The recent campaign by women in Saudi Arabia to be allowed to drive and society’s divided reaction has led a group of Saudi satirists to resort to a famous Bob Marley song to explain the situation. The resulting YouTube video has gone viral with over one million views in less than 24 hours and has been featured on international media outlets such as EuroNews and CNN.
With a unique twist on the popular reggae song “No Woman No Cry,” comedian and social activist Hisham Fageeh, along with Saudi YouTube sensation Fahad Albutairi and Iranian, Riyadh born-bred musician Alaa Wardi , sang a cheeky a capella version titled “No Woman No Drive.”
In the four-minute video Fageeh is seen clapping, whistling and singing his way through the altered lyrics which say: “Ova-ovaries all safe and well”- instead of “Oba, ob-serving the hypocrites”-making fun of a recent statement by a Saudi cleric who claimed that driving affects woman ovaries.
The video was released on Saturday in line with the “October 26 driving” campaign, which urged Saudis to put its logo on their cars and called upon women with international driving licenses to get behind the wheel in the kingdom on that day.
A well-known stand-up comedian who studied in New York, Fageeh started performing in 2011 and came together with the other comedians about a year and a half ago to collaborate on projects to be aired on Telfaz11.tv, a website which showcases comedy videos.
Inspired by the driving campaign and the debate on social media, Fageeh and his fellow comedians couldn’t help but “do Bob Marley some justice” with their own version of the song.
“There are a lot of elements of satire in the video but we just wanted to do something that was fun and funny and I just had the best theme in the world and that sort of came together brilliantly,” Fageeh told Al Arabiya News.
The comedian jokingly starts off his video by talking about a “song by this Jamaican guy” that caught his attention while he attended university in the United States.
A graduate of New York’s Columbia University, Fageeh said: “I wanted the intro to be similar to MTV unplugged acoustic version of the song, or [use] this idea sitting with a high culture artist.”
Abdullah Hamidaddin, a Saudi author and columnist, says the video comes at the right time.
“It is definitely very timely and the production has so many layers, it is very sophisticated ,” Hamidaddin told Al Arabiya News.
“He summarized in a very satirical way the contradictions” in Saudi society, added Hamidaddin.
The lyric: “queens don’t drive, but you can cook me dinner that I will share with you,” is a good example of that, according to Hamidaddin.
“Your feet is your only carriage but only inside the house and when I say it I mean it,” is another funny line, states the Saudi commentator.
“it is not going to have any policy implications or change the opinion of those who are against women driving but it does help a lot. It speaks a lot to minds and maybe the feelings of so many people and that is very, very, important. It is one of the best thing comedy does,” concludes Hamidaddin.
“Our job is to make people laugh,” Fageeh told Al Arabiya News, “we are not political analysts or anything.
“We don’t really care to have agenda we want to be neutral and entertain people. ”
With a YouTube million views and counting, they are almost certainly doing just that.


ACTION ITEM> Each line of the data below goes into the copy exactly; pictures do not.

Records from a data collection>
+--

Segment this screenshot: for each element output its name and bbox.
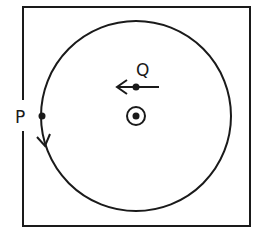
diagram: P Q (0, 0, 261, 236)
label-p: P (15, 107, 25, 127)
point-p (39, 113, 46, 120)
point-q (133, 84, 140, 91)
label-q: Q (136, 60, 149, 80)
field-out-of-page-icon (127, 107, 145, 125)
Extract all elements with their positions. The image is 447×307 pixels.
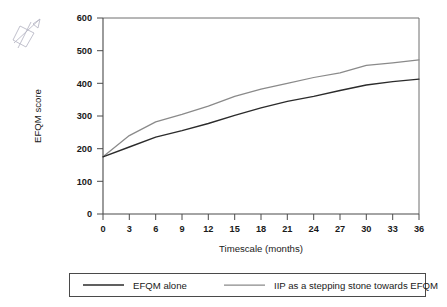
x-tick-label-24: 24 [309,224,320,234]
y-tick-label-400: 400 [77,79,92,89]
legend-label-efqm-alone: EFQM alone [133,280,187,291]
x-tick-label-6: 6 [153,224,158,234]
y-tick-label-0: 0 [87,209,92,219]
series-line-efqm-alone [103,79,419,157]
x-tick-label-3: 3 [127,224,132,234]
y-axis-tick-labels: 0 100 200 300 400 500 600 [77,13,92,219]
x-axis-title: Timescale (months) [219,243,303,254]
legend-label-iip-stepping-stone: IIP as a stepping stone towards EFQM [274,280,438,291]
y-tick-label-300: 300 [77,111,92,121]
x-tick-label-18: 18 [256,224,266,234]
x-tick-label-27: 27 [335,224,345,234]
x-tick-label-33: 33 [388,224,398,234]
y-tick-label-100: 100 [77,177,92,187]
x-axis-ticks [103,214,419,220]
chart-figure: 0 100 200 300 400 500 600 0 3 [0,0,447,307]
handwritten-scribble-mark [13,19,40,48]
chart-legend: EFQM alone IIP as a stepping stone towar… [70,274,439,297]
y-tick-label-500: 500 [77,46,92,56]
y-axis-title: EFQM score [32,89,43,143]
x-tick-label-21: 21 [282,224,292,234]
efqm-score-line-chart: 0 100 200 300 400 500 600 0 3 [0,0,447,307]
x-tick-label-30: 30 [361,224,371,234]
plot-frame [103,18,419,214]
y-tick-label-200: 200 [77,144,92,154]
x-tick-label-9: 9 [179,224,184,234]
x-tick-label-15: 15 [230,224,240,234]
x-tick-label-36: 36 [414,224,424,234]
x-axis-tick-labels: 0 3 6 9 12 15 18 21 24 27 30 33 36 [100,224,424,234]
x-tick-label-12: 12 [203,224,213,234]
y-tick-label-600: 600 [77,13,92,23]
x-tick-label-0: 0 [100,224,105,234]
y-axis-ticks [97,18,103,214]
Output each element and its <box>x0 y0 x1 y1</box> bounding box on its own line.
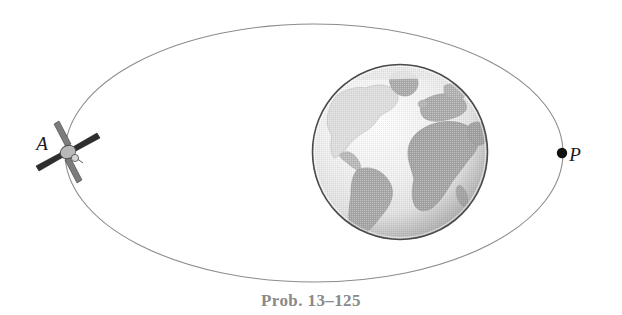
solar-panel-upper-left <box>54 121 71 147</box>
figure-root: A P Prob. 13–125 <box>0 0 622 315</box>
perigee-point-marker <box>557 148 567 158</box>
earth-globe <box>310 60 494 246</box>
apogee-label: A <box>34 133 48 154</box>
figure-caption: Prob. 13–125 <box>261 291 361 310</box>
limb-shading <box>313 65 488 240</box>
orbit-diagram-svg: A P Prob. 13–125 <box>0 0 622 315</box>
perigee-label: P <box>568 144 581 165</box>
satellite-dish <box>71 154 78 161</box>
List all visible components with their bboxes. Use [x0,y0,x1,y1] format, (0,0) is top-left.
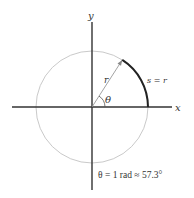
angle-label: θ [105,94,111,105]
arc-label: s = r [147,76,168,85]
caption: θ = 1 rad ≈ 57.3° [98,170,163,180]
y-axis-label: y [87,10,94,21]
radian-diagram: y x r θ s = r θ = 1 rad ≈ 57.3° [0,0,194,198]
x-axis-label: x [175,102,181,113]
arc-s [122,60,148,107]
radius-label: r [104,75,109,85]
arrowhead-icon [118,60,123,66]
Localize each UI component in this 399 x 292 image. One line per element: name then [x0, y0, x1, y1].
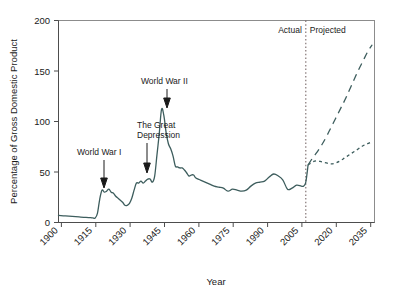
x-tick-label: 1990 [243, 225, 266, 248]
annotation-label-line2: Depression [137, 130, 180, 140]
series-actual-line [59, 108, 309, 218]
annotation-label-line1: The Great [137, 120, 176, 130]
x-tick-labels: 1900 1915 1930 1945 1960 1975 1990 2005 … [37, 225, 369, 248]
actual-region-label: Actual [278, 25, 302, 35]
x-tick-label: 1960 [175, 225, 198, 248]
y-tick-labels: 200 150 100 50 0 [34, 15, 50, 228]
x-tick-label: 1975 [209, 225, 232, 248]
annotation-world-war-i: World War I [77, 147, 121, 188]
x-tick-label: 2005 [278, 225, 301, 248]
annotation-label: World War I [77, 147, 121, 157]
annotation-great-depression: The Great Depression [137, 120, 180, 173]
x-tick-label: 1900 [37, 225, 60, 248]
annotation-label: World War II [141, 76, 188, 86]
projected-region-label: Projected [310, 25, 346, 35]
y-tick-label: 50 [39, 167, 50, 178]
x-tick-label: 2020 [312, 225, 335, 248]
gdp-debt-chart: 200 150 100 50 0 1900 1915 1930 1945 196… [0, 0, 399, 292]
annotation-world-war-ii: World War II [141, 76, 188, 108]
y-tick-label: 100 [34, 116, 50, 127]
x-tick-label: 2035 [346, 225, 369, 248]
x-axis-title: Year [206, 276, 225, 287]
x-tick-label: 1930 [106, 225, 129, 248]
series-projected-low-line [308, 142, 372, 165]
y-tick-label: 200 [34, 15, 50, 26]
y-axis-title: Percentage of Gross Domestic Product [8, 39, 19, 204]
series-projected-high-line [308, 45, 372, 165]
x-tick-label: 1915 [71, 225, 94, 248]
x-tick-label: 1945 [140, 225, 163, 248]
y-tick-marks [54, 21, 59, 223]
y-tick-label: 150 [34, 66, 50, 77]
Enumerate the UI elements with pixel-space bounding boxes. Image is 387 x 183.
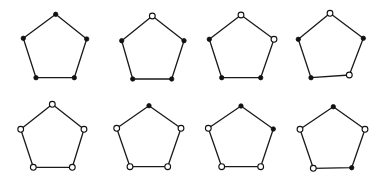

+--

EXERCISE RESULT>
Segment this screenshot: for each element output its name and bbox.
diagram: P Q (0, 0, 261, 236)
label-p: P (15, 107, 25, 127)
point-p (39, 113, 46, 120)
point-q (133, 84, 140, 91)
label-q: Q (136, 60, 149, 80)
field-out-of-page-icon (127, 107, 145, 125)
Extract all elements with their positions. The image is 447×307 pixels.
x-tick-label-24: 24 [309,224,320,234]
y-tick-label-400: 400 [77,79,92,89]
legend-label-efqm-alone: EFQM alone [133,280,187,291]
x-tick-label-6: 6 [153,224,158,234]
y-tick-label-0: 0 [87,209,92,219]
series-line-efqm-alone [103,79,419,157]
x-tick-label-3: 3 [127,224,132,234]
y-axis-tick-labels: 0 100 200 300 400 500 600 [77,13,92,219]
x-axis-title: Timescale (months) [219,243,303,254]
legend-label-iip-stepping-stone: IIP as a stepping stone towards EFQM [274,280,438,291]
y-tick-label-300: 300 [77,111,92,121]
x-tick-label-18: 18 [256,224,266,234]
x-tick-label-27: 27 [335,224,345,234]
x-tick-label-33: 33 [388,224,398,234]
y-tick-label-100: 100 [77,177,92,187]
x-axis-ticks [103,214,419,220]
chart-figure: 0 100 200 300 400 500 600 0 3 [0,0,447,307]
handwritten-scribble-mark [13,19,40,48]
chart-legend: EFQM alone IIP as a stepping stone towar… [70,274,439,297]
y-tick-label-500: 500 [77,46,92,56]
y-axis-title: EFQM score [32,89,43,143]
x-tick-label-21: 21 [282,224,292,234]
efqm-score-line-chart: 0 100 200 300 400 500 600 0 3 [0,0,447,307]
x-tick-label-30: 30 [361,224,371,234]
plot-frame [103,18,419,214]
y-tick-label-200: 200 [77,144,92,154]
x-tick-label-9: 9 [179,224,184,234]
x-tick-label-15: 15 [230,224,240,234]
x-tick-label-36: 36 [414,224,424,234]
x-axis-tick-labels: 0 3 6 9 12 15 18 21 24 27 30 33 36 [100,224,424,234]
x-tick-label-12: 12 [203,224,213,234]
y-tick-label-600: 600 [77,13,92,23]
x-tick-label-0: 0 [100,224,105,234]
y-axis-ticks [97,18,103,214]
Output each element and its <box>x0 y0 x1 y1</box> bounding box on its own line.
solar-panel-upper-left <box>54 121 71 147</box>
figure-root: A P Prob. 13–125 <box>0 0 622 315</box>
perigee-point-marker <box>557 148 567 158</box>
earth-globe <box>310 60 494 246</box>
apogee-label: A <box>34 133 48 154</box>
figure-caption: Prob. 13–125 <box>261 291 361 310</box>
limb-shading <box>313 65 488 240</box>
orbit-diagram-svg: A P Prob. 13–125 <box>0 0 622 315</box>
perigee-label: P <box>568 144 581 165</box>
satellite-dish <box>71 154 78 161</box>
List all visible components with their bboxes. Use [x0,y0,x1,y1] format, (0,0) is top-left.
angle-label: θ [105,94,111,105]
arc-label: s = r [147,76,168,85]
caption: θ = 1 rad ≈ 57.3° [98,170,163,180]
y-axis-label: y [87,10,94,21]
radian-diagram: y x r θ s = r θ = 1 rad ≈ 57.3° [0,0,194,198]
x-axis-label: x [175,102,181,113]
arc-s [122,60,148,107]
radius-label: r [104,75,109,85]
arrowhead-icon [118,60,123,66]
Localize each UI component in this 399 x 292 image. One line per element: name then [x0, y0, x1, y1].
x-tick-label: 1990 [243, 225, 266, 248]
annotation-label-line2: Depression [137, 130, 180, 140]
series-actual-line [59, 108, 309, 218]
annotation-label-line1: The Great [137, 120, 176, 130]
x-tick-labels: 1900 1915 1930 1945 1960 1975 1990 2005 … [37, 225, 369, 248]
actual-region-label: Actual [278, 25, 302, 35]
x-tick-label: 1960 [175, 225, 198, 248]
y-tick-labels: 200 150 100 50 0 [34, 15, 50, 228]
x-tick-label: 1975 [209, 225, 232, 248]
annotation-world-war-i: World War I [77, 147, 121, 188]
x-tick-label: 2005 [278, 225, 301, 248]
annotation-label: World War I [77, 147, 121, 157]
annotation-great-depression: The Great Depression [137, 120, 180, 173]
x-tick-label: 1900 [37, 225, 60, 248]
annotation-label: World War II [141, 76, 188, 86]
projected-region-label: Projected [310, 25, 346, 35]
y-tick-label: 50 [39, 167, 50, 178]
x-tick-label: 2020 [312, 225, 335, 248]
gdp-debt-chart: 200 150 100 50 0 1900 1915 1930 1945 196… [0, 0, 399, 292]
annotation-world-war-ii: World War II [141, 76, 188, 108]
y-tick-label: 100 [34, 116, 50, 127]
x-tick-label: 2035 [346, 225, 369, 248]
x-axis-title: Year [206, 276, 225, 287]
x-tick-label: 1930 [106, 225, 129, 248]
series-projected-low-line [308, 142, 372, 165]
y-tick-label: 200 [34, 15, 50, 26]
y-axis-title: Percentage of Gross Domestic Product [8, 39, 19, 204]
series-projected-high-line [308, 45, 372, 165]
x-tick-label: 1915 [71, 225, 94, 248]
x-tick-label: 1945 [140, 225, 163, 248]
y-tick-marks [54, 21, 59, 223]
y-tick-label: 150 [34, 66, 50, 77]
Enumerate the UI elements with pixel-space bounding boxes. Image is 387 x 183.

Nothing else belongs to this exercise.